As the NIL era continues to evolve and mature at major colleges, you get the feeling the acronym doesn’t stand for Name-Image-Likeness as much as it means Not In (their) League for schools that can’t keep pace with the SEC and Big Ten.

Of all four ACC teams at the College World Series that did not make it past Wednesday, the remaining SEC entries look different and play a different brand of ball. Their athletes are more buffed and bearded and seem like what they are – paid to play.

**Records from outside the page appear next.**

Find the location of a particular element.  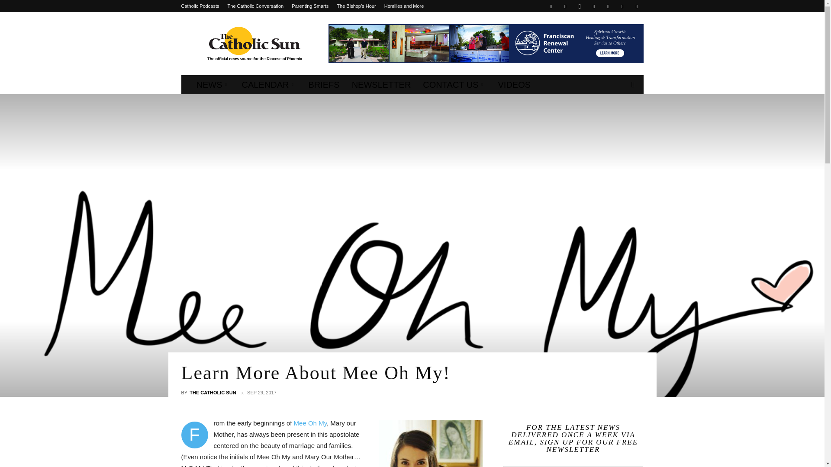

NEWS is located at coordinates (213, 85).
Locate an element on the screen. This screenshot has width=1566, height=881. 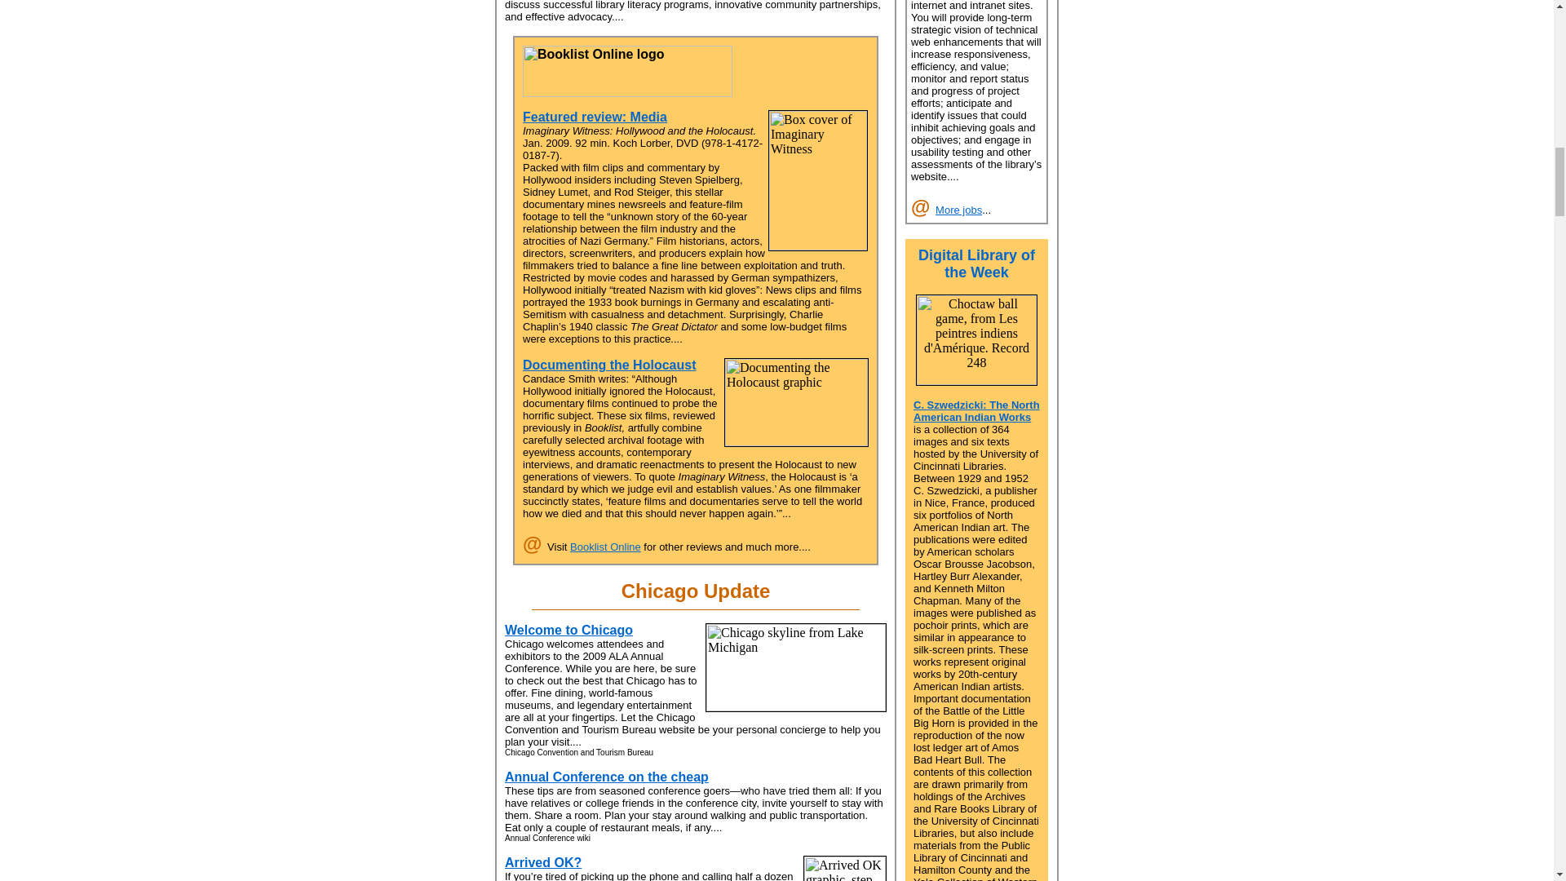
Chicago skyline from Lake Michigan is located at coordinates (796, 667).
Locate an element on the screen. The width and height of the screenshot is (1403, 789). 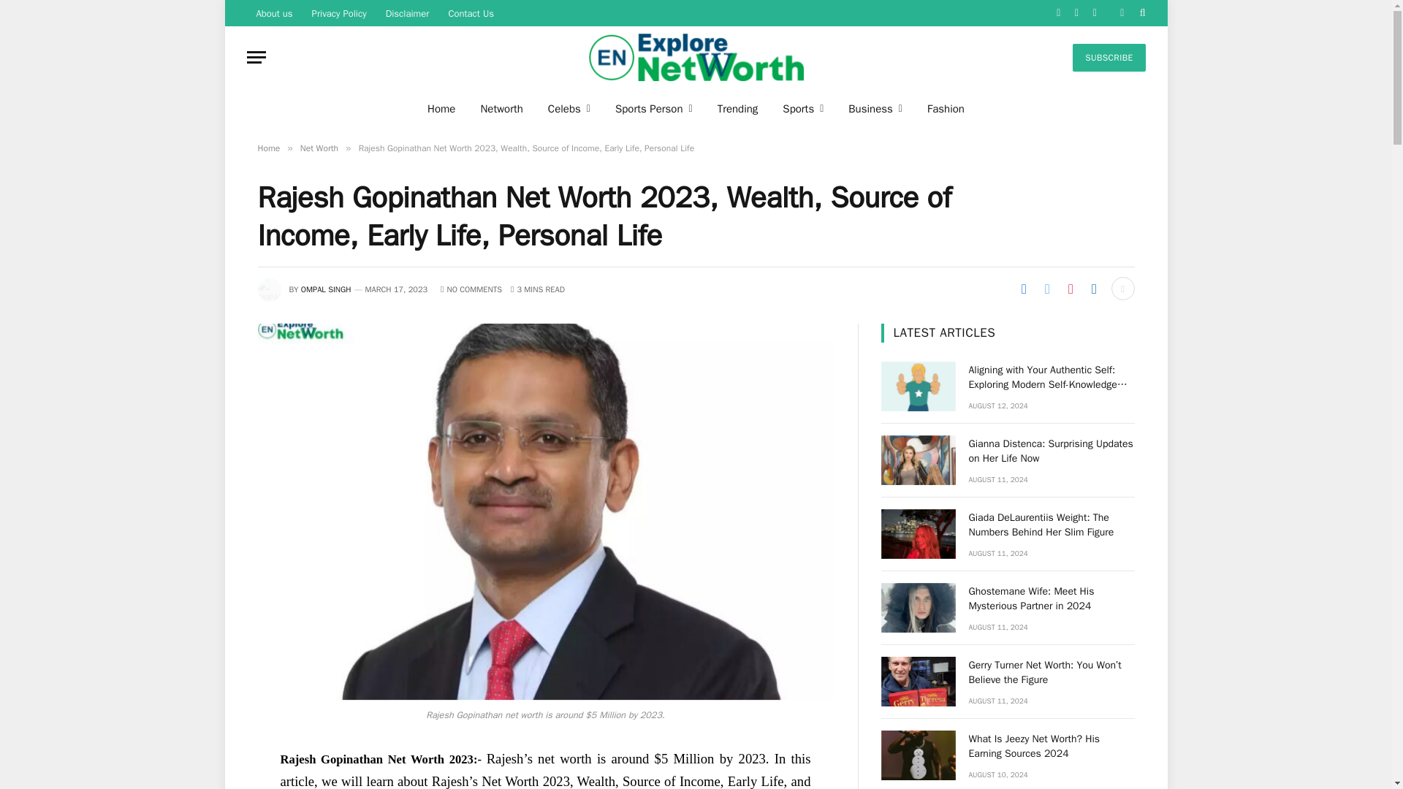
Trending is located at coordinates (738, 108).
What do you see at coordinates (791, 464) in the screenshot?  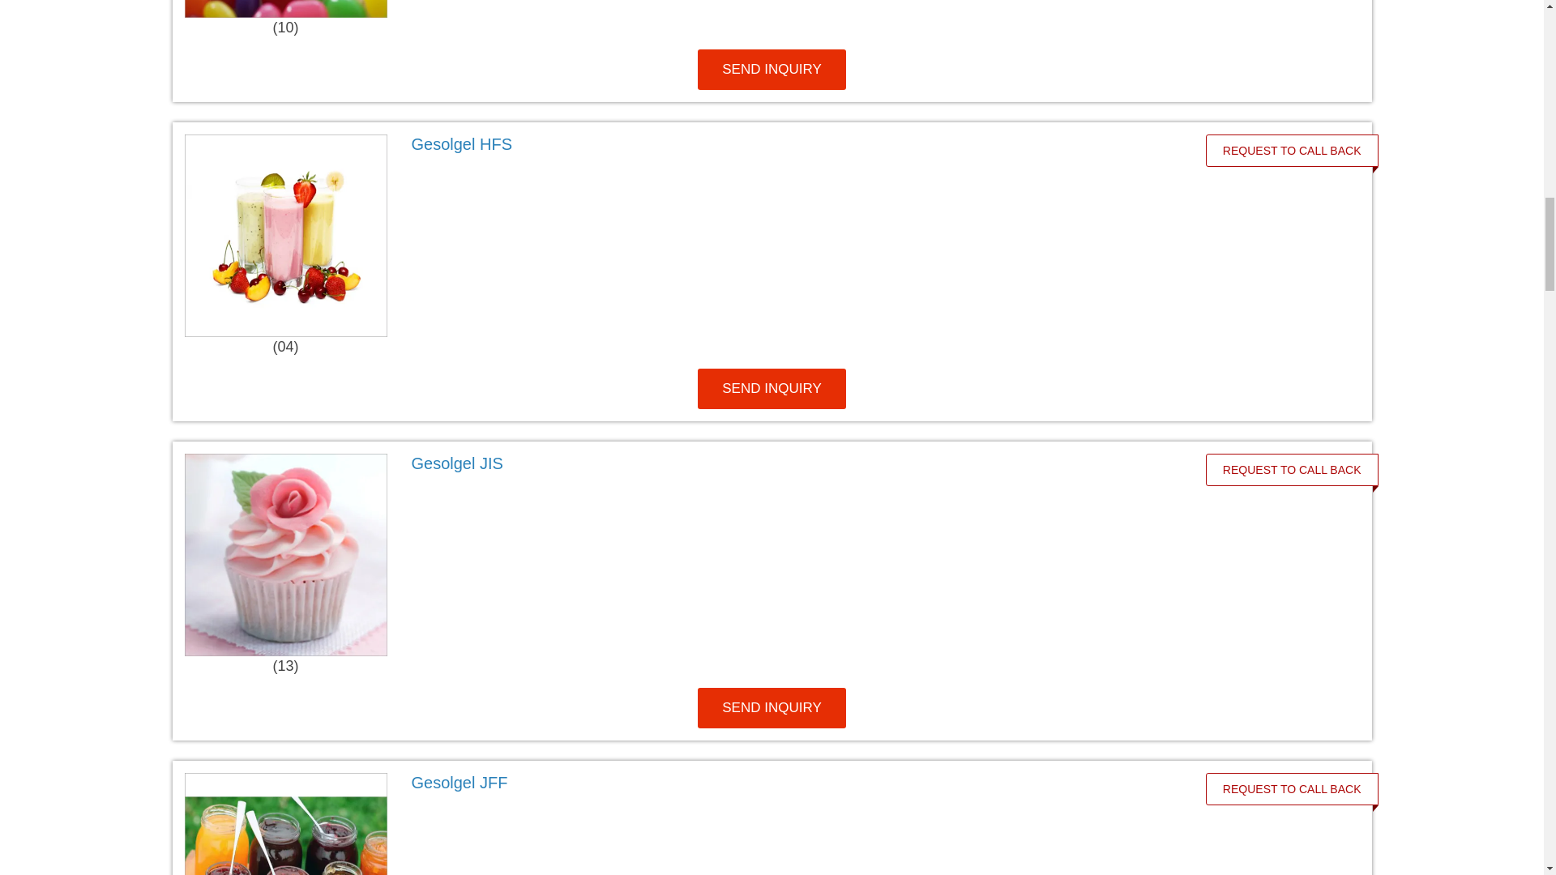 I see `Gesolgel JIS` at bounding box center [791, 464].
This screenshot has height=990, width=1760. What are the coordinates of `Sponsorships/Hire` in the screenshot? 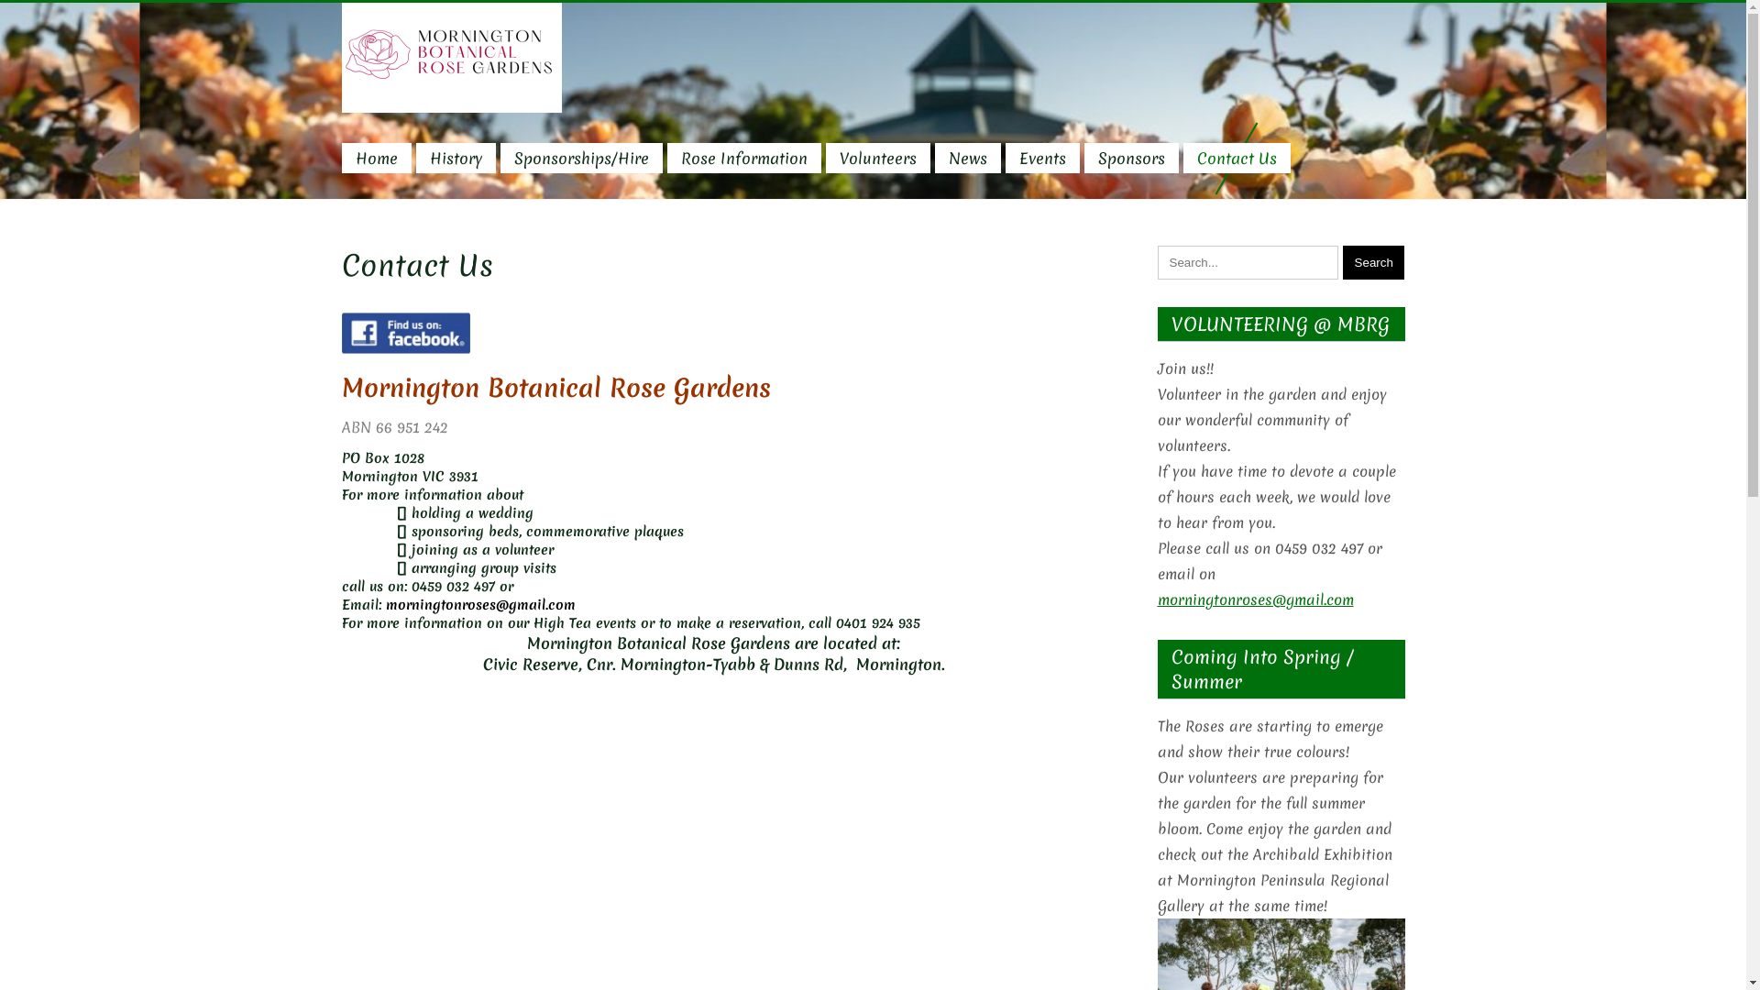 It's located at (581, 158).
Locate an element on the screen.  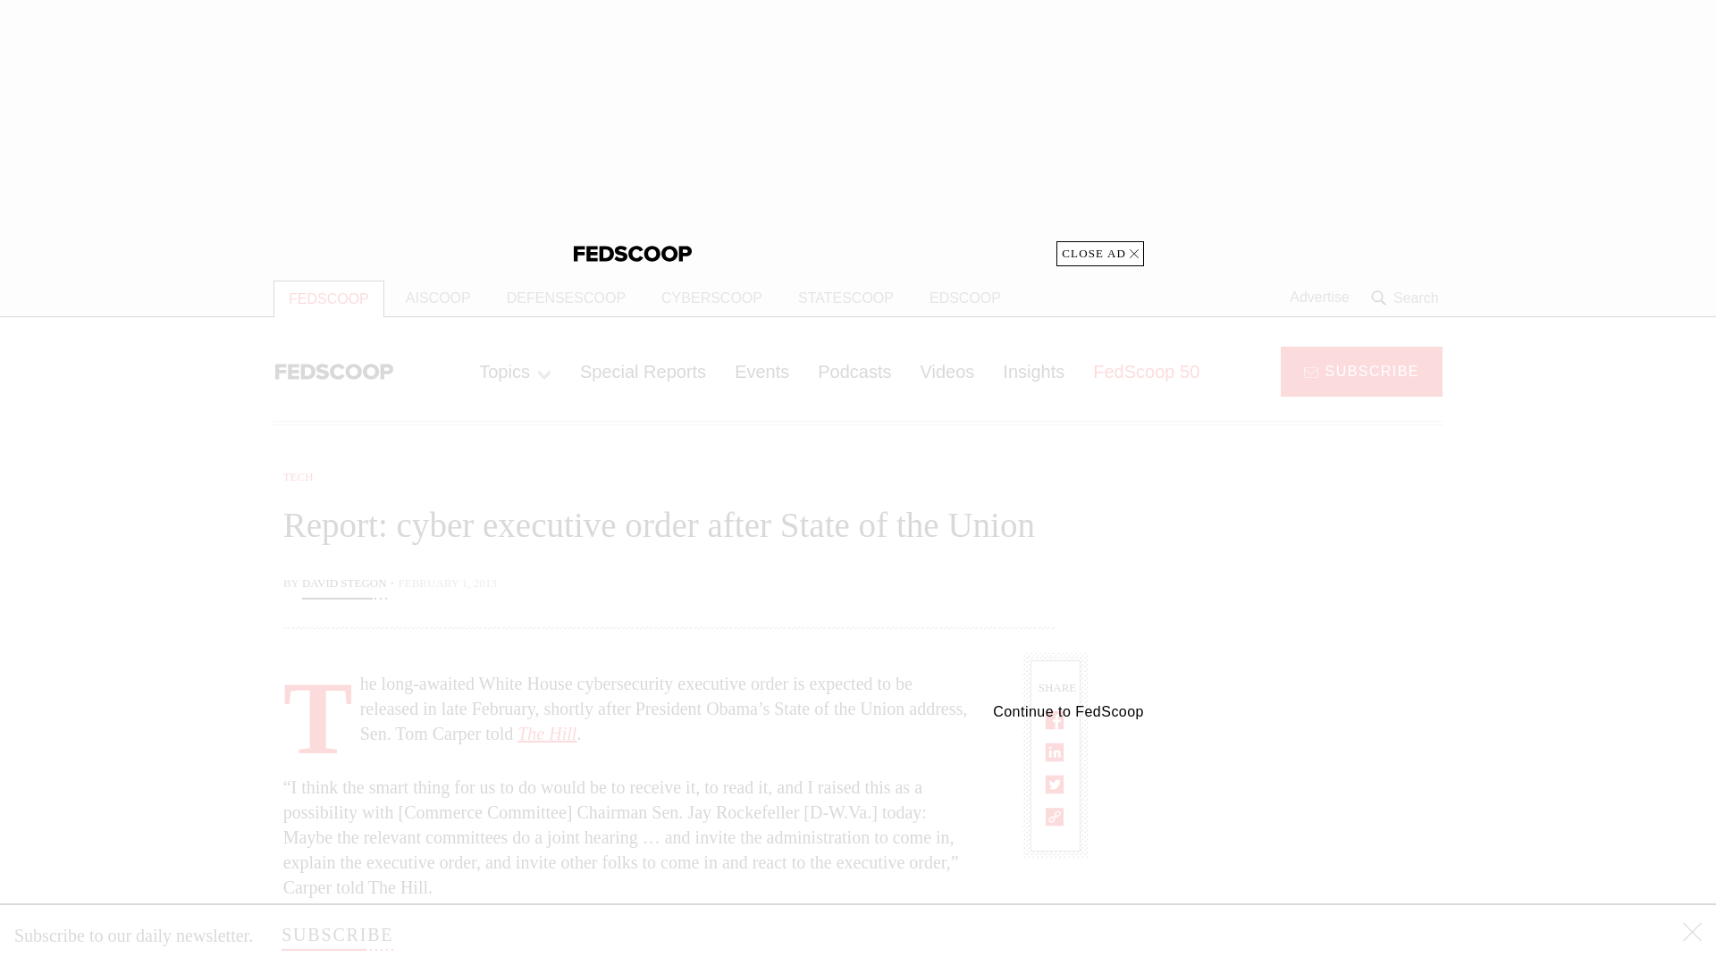
DAVID STEGON is located at coordinates (344, 585).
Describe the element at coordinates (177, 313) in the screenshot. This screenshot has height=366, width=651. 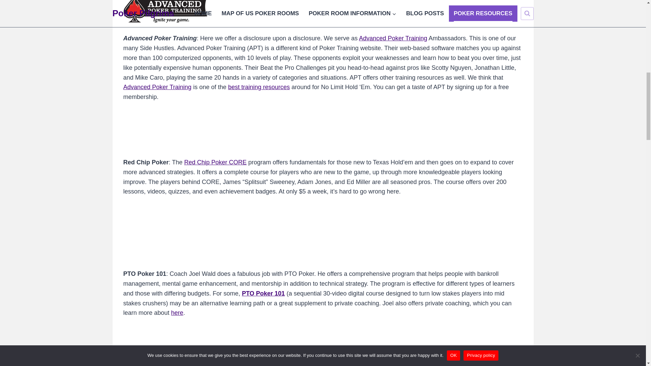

Like the class gap, wealth gap and societal gap, the college athletics gap could mean Carolina will field good teams but not as many championship teams. From the oldest and more experienced coaches like Mack Brown and Anson Dorrance on down to the great Olympic sports programs.

UNC is competing, all right, with its brand awareness, alluring campus and men and women who love the games they play. But the money gap is also widening and schools that raise more NIL funds will continue to show that result on the fields and the courts.

It is hard to say who was best in the ACC this baseball season, even though the Tar Heels under fourth-year head coach Scott Forbes won the regular season title. They did not play Florida State, which beat them soundly in Omaha, after they were pummeled by Tennessee, the top-seeded team in the College World Series.

Forbes has done an excellent job keeping the program at the postseason level, but unlike the Mike Fox juggernaut era Carolina is relying on more very good transfers from outside the power conferences and in some cases from Division 2 and 3 schools.

Vance Honeycutt emerged from a prep travel team in which he batted eighth in the lineup to a heroic longball threat and likely a mid-first round pick in the next MLB Draft. One scout who attended the regional rounds in Chapel Hill said Honeycutt has a high 27 percent chase rate of swinging at bad pitches and misses too often. The Heels’ 114 homers tied for 15th in the NCAA; five SEC teams and three ACC teams hit more.

In the NIL arms race, most ACC coaches in all sports are finding their job descriptions to include raising money, and their programs are not close to what many SEC schools apparently have to lure athletes. That could affect UNC winning percentages in the future.

 

Featured image via Associated Press/Nati Harnik


Art Chansky is a veteran journalist who has written ten books, including best-sellers “Game Changers,” “Blue Bloods,” and “The Dean’s List.” He has contributed to WCHL for decades, having made his first appearance as a student in 1971. His “Sports Notebook” commentary airs daily on the 97.9 The Hill WCHL and his “Art’s Angle” opinion column runs weekly on Chapelboro.